This document describes the current release and versioning strategy. This strategy is likely to change as Rerun matures.
New Rerun versions are released approximately once every month. Sometimes we do out-of-schedule patch releases.
Each release include new versions of:
- All rust crates
- The Python SDK
- The Rust SDK
- The C++ SDK
We use semantic versioning. All versions are increased in lockstep, with a minor version bump each time (0.1.0
, 0.2.0
, 0.3.0
, …).
This means we might add breaking changes in each new release.
In rare cases we will do patch releases, e.g. 0.3.1
, when there is a critical bug fix. These patch releases will not contain any breaking changes.
We sometimes do pre-releases. Then we use the versioning 0.2.0-alpha.0
etc.
Our Minimum Supported Rust Version (MSRV) is always at least one minor release behind the latest Rust version, and ideally two releases.
- This means users of our libraries aren't forced to update to the very latest Rust version
- This lets us sometimes avoid new bugs in the newly released Rust compiler
We have not yet committed to any backwards or forwards compatibility.
We tag all data files (.rrd
files) and communication protocols with the rerun version number. If there is a version mismatch, a warning is logged, but an attempt is still made to load the older or newer data.
Release builds of the Python Wheels are triggered by pushing a release tag to GitHub in the form 0.2.0
.
If we are doing a patch release, we do a branch off of the latest release tag (e.g. 0.3.0
) and cherry-pick any fixes we want into that branch.
-
Check the root
Cargo.toml
to see what version we are currently on. -
The name should be:
release-0.x.y
for final releases and their release candidates.release-0.x.y-alpha.N
whereN
is incremented from the previous alpha, or defaulted to1
if no previous alpha exists.
Note that
release-0.x
is invalid. Always specify they
, even if it is0
, e.g.release-0.15.0
instead ofrelease-0.15
.
Note: you do not need to create a PR for this branch -- the release workflow will do that for you.
When done, run cargo semver-checks
to check that we haven't introduced any semver breaking changes.
-
Update
CHANGELOG.md
.It should include:
- A one-line summary of the release
- A multi-line summary of the release
- A gif showing a major new feature
- Run
pip install GitPython && scripts/generate_changelog.py
- Edit PR descriptions/labels to improve the generated changelog
- Copy-paste the results into
CHANGELOG.md
. - Editorialize the changelog if necessary
- Make sure the changelog includes instructions for handling any breaking changes
Once you're done, commit and push the changelog onto the release branch.
-
Run the release workflow.
In the UI:
- Set
Use workflow from
to the release branch you created in step (2). - Then choose one of the following values in the dropdown:
-
alpha
if the branch name isrelease-x.y.z-alpha.N
. This will create a one-off alpha release. -
rc
if the branch name isrelease-x.y.z
. This will create a pull request for the release, and publish a release candidate. -
final
for the final public release
-
- Set
-
The PR description will contain next steps.
Note: there are two separate workflows running -- the one building the release artifacts, and the one running the PR checks. You will have to wait for the former in order to get a link to the artifacts.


— Exercise instructions —
The reply should hold every line of the listing exactly, and none of its images.

[Opening Material to process section]

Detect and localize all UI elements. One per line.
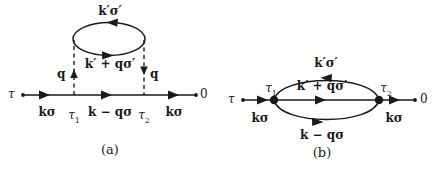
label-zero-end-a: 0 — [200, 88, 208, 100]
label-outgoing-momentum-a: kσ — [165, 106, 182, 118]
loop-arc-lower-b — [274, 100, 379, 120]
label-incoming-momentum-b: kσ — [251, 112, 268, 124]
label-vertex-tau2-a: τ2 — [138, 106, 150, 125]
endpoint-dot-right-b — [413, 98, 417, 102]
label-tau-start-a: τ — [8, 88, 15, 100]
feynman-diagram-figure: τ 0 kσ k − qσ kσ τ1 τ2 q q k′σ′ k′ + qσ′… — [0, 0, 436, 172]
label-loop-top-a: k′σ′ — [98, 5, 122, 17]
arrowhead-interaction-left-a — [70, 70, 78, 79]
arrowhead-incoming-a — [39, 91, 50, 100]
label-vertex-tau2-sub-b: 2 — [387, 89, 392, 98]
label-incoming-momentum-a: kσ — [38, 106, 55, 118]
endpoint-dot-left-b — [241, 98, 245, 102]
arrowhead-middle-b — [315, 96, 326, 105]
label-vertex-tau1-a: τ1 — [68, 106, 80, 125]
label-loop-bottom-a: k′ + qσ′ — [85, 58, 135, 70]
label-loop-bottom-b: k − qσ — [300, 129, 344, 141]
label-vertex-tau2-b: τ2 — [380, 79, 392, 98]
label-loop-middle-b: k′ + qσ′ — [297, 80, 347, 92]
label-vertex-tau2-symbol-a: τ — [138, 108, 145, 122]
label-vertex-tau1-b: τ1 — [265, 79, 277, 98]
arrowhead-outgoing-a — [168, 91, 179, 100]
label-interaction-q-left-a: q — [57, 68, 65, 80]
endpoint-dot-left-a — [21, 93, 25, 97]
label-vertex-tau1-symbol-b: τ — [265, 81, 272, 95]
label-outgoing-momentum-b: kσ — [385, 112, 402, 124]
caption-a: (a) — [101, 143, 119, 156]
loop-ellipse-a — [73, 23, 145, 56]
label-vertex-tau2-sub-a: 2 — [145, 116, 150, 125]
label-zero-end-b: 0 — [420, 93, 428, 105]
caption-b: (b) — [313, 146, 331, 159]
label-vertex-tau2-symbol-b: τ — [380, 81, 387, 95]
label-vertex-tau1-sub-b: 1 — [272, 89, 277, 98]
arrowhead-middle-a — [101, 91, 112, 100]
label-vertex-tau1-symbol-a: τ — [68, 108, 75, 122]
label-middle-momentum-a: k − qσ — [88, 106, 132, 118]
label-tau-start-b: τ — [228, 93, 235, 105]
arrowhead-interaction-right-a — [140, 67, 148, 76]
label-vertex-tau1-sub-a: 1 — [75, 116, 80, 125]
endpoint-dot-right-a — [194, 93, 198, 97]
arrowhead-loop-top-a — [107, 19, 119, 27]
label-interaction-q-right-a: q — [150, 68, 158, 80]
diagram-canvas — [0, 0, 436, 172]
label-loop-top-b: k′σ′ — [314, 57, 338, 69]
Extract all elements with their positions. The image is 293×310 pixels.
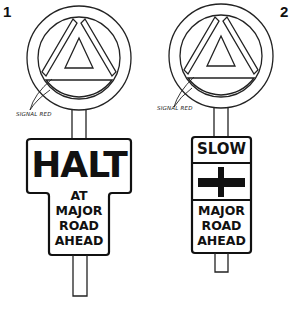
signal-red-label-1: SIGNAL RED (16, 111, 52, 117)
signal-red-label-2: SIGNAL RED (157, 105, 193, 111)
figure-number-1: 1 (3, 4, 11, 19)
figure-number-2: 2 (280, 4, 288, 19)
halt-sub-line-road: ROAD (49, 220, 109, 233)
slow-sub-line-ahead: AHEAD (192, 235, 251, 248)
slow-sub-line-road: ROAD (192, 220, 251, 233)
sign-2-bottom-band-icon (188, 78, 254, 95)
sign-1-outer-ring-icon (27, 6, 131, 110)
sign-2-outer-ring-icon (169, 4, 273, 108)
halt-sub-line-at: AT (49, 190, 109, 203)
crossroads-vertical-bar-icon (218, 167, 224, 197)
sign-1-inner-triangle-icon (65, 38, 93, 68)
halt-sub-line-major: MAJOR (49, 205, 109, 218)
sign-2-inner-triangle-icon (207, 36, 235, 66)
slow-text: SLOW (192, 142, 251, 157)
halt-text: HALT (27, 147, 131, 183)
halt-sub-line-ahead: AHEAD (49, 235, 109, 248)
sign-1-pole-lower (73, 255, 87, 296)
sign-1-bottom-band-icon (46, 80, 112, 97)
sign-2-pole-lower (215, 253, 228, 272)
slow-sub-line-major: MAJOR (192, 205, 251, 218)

[Closing Material to process section]

— Answer to this problem —
Detect and localize all UI elements. One per line.
label-zero-end-a: 0 — [200, 88, 208, 100]
label-outgoing-momentum-a: kσ — [165, 106, 182, 118]
loop-arc-lower-b — [274, 100, 379, 120]
label-incoming-momentum-b: kσ — [251, 112, 268, 124]
label-vertex-tau2-a: τ2 — [138, 106, 150, 125]
endpoint-dot-right-b — [413, 98, 417, 102]
label-tau-start-a: τ — [8, 88, 15, 100]
feynman-diagram-figure: τ 0 kσ k − qσ kσ τ1 τ2 q q k′σ′ k′ + qσ′… — [0, 0, 436, 172]
label-loop-top-a: k′σ′ — [98, 5, 122, 17]
arrowhead-interaction-left-a — [70, 70, 78, 79]
arrowhead-incoming-a — [39, 91, 50, 100]
label-vertex-tau2-sub-b: 2 — [387, 89, 392, 98]
label-incoming-momentum-a: kσ — [38, 106, 55, 118]
endpoint-dot-left-b — [241, 98, 245, 102]
arrowhead-middle-b — [315, 96, 326, 105]
label-vertex-tau1-a: τ1 — [68, 106, 80, 125]
label-loop-bottom-a: k′ + qσ′ — [85, 58, 135, 70]
label-loop-bottom-b: k − qσ — [300, 129, 344, 141]
label-vertex-tau2-b: τ2 — [380, 79, 392, 98]
label-loop-middle-b: k′ + qσ′ — [297, 80, 347, 92]
label-vertex-tau2-symbol-a: τ — [138, 108, 145, 122]
label-vertex-tau1-b: τ1 — [265, 79, 277, 98]
arrowhead-outgoing-a — [168, 91, 179, 100]
label-interaction-q-left-a: q — [57, 68, 65, 80]
endpoint-dot-left-a — [21, 93, 25, 97]
label-vertex-tau1-symbol-b: τ — [265, 81, 272, 95]
label-outgoing-momentum-b: kσ — [385, 112, 402, 124]
caption-a: (a) — [101, 143, 119, 156]
loop-ellipse-a — [73, 23, 145, 56]
label-vertex-tau2-sub-a: 2 — [145, 116, 150, 125]
label-zero-end-b: 0 — [420, 93, 428, 105]
caption-b: (b) — [313, 146, 331, 159]
label-vertex-tau2-symbol-b: τ — [380, 81, 387, 95]
label-vertex-tau1-sub-b: 1 — [272, 89, 277, 98]
arrowhead-middle-a — [101, 91, 112, 100]
label-vertex-tau1-symbol-a: τ — [68, 108, 75, 122]
label-middle-momentum-a: k − qσ — [88, 106, 132, 118]
label-tau-start-b: τ — [228, 93, 235, 105]
arrowhead-interaction-right-a — [140, 67, 148, 76]
label-vertex-tau1-sub-a: 1 — [75, 116, 80, 125]
endpoint-dot-right-a — [194, 93, 198, 97]
arrowhead-loop-top-a — [107, 19, 119, 27]
label-interaction-q-right-a: q — [150, 68, 158, 80]
diagram-canvas — [0, 0, 436, 172]
label-loop-top-b: k′σ′ — [314, 57, 338, 69]
Extract all elements with their positions. The image is 293×310 pixels.
signal-red-label-1: SIGNAL RED (16, 111, 52, 117)
signal-red-label-2: SIGNAL RED (157, 105, 193, 111)
figure-number-1: 1 (3, 4, 11, 19)
figure-number-2: 2 (280, 4, 288, 19)
halt-sub-line-road: ROAD (49, 220, 109, 233)
slow-sub-line-ahead: AHEAD (192, 235, 251, 248)
slow-sub-line-road: ROAD (192, 220, 251, 233)
sign-2-bottom-band-icon (188, 78, 254, 95)
sign-1-outer-ring-icon (27, 6, 131, 110)
sign-2-outer-ring-icon (169, 4, 273, 108)
halt-sub-line-at: AT (49, 190, 109, 203)
crossroads-vertical-bar-icon (218, 167, 224, 197)
sign-1-inner-triangle-icon (65, 38, 93, 68)
halt-sub-line-major: MAJOR (49, 205, 109, 218)
sign-2-inner-triangle-icon (207, 36, 235, 66)
slow-text: SLOW (192, 142, 251, 157)
halt-text: HALT (27, 147, 131, 183)
halt-sub-line-ahead: AHEAD (49, 235, 109, 248)
sign-1-pole-lower (73, 255, 87, 296)
sign-1-bottom-band-icon (46, 80, 112, 97)
sign-2-pole-lower (215, 253, 228, 272)
slow-sub-line-major: MAJOR (192, 205, 251, 218)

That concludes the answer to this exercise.